As I understand you, what you want is:
- a website/webapp having a login
- a desktop app (not in PHP!) logging in using the same login method
One way is to export the login method using the same API in both your website and the remote application, so you would be using JavaScript on client-side to access the API from there (AJAX/JSON). You will want to use some framework for that like jQuery for client-side simplification of AJAX (among many other uses) and maybe the JSON module in PHP (to use json_encode; beware that the module may not be available on some webspaces so if that's out of control don't use it). Of course you do not need to use XML or JSON in your API responses but it's easier to open the API to other (including desktop) applications without the need to manually implement a lot of parsing functions to process the response in your interface classes.
Keep in mind that your website/webapp will not work without JavaScript if you do it this way! On non-public parts of a website that's okay, as is for a webapp used by a known user group, but you should not depend on client-side scripting for public parts of a website.

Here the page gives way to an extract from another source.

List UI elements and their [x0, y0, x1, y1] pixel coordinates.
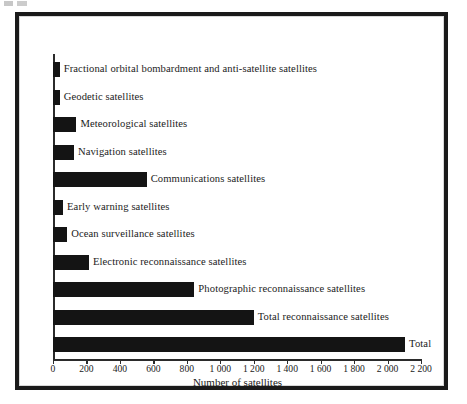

Another solution to simplify that is by using a PHP framework, so you can write the server-side frontend easier. This will basically enable you to give a button a serverside function which is simply calling your login method and acting accordingly by setting a redirect or replace some panel or whatever you like to continue with after the login.
Of course you can do all that by yourself but this will usually result in either a lot of messy code or an implementation of your own framework. If you want to do it on your own, start by posting the form to the same PHP file instead of an extra login.php and add a hidden field like:
<input type="hidden" name="action" value="login"></input>
In PHP, check $_POST['action']=='login'
and call the login method.
Edit: While your website will work with a PHP session or a cookie, you may want to track login status with an own session token which you can pass to your desktop app so it can be used for consecutive calls to the API, so you don't need to handle cookies. These tokens should also be bound to the IP and maybe other "individual" information of the client; that information should ideally be hashed into the token or the token encrypted (client-side won't have to "decrypt" that, just return it for authentication). Tokens should also time out after inactivity.
Also, having read your older question, I fear you could be trying to do something bad like sending a hash over the network and simply check that hash with your user table because JS side encoding was discussed there. If you like to implement some encryption algorithm on client-side, either make sure it's secure (difficult to do that unless you are into cryptography) or resort to SSL.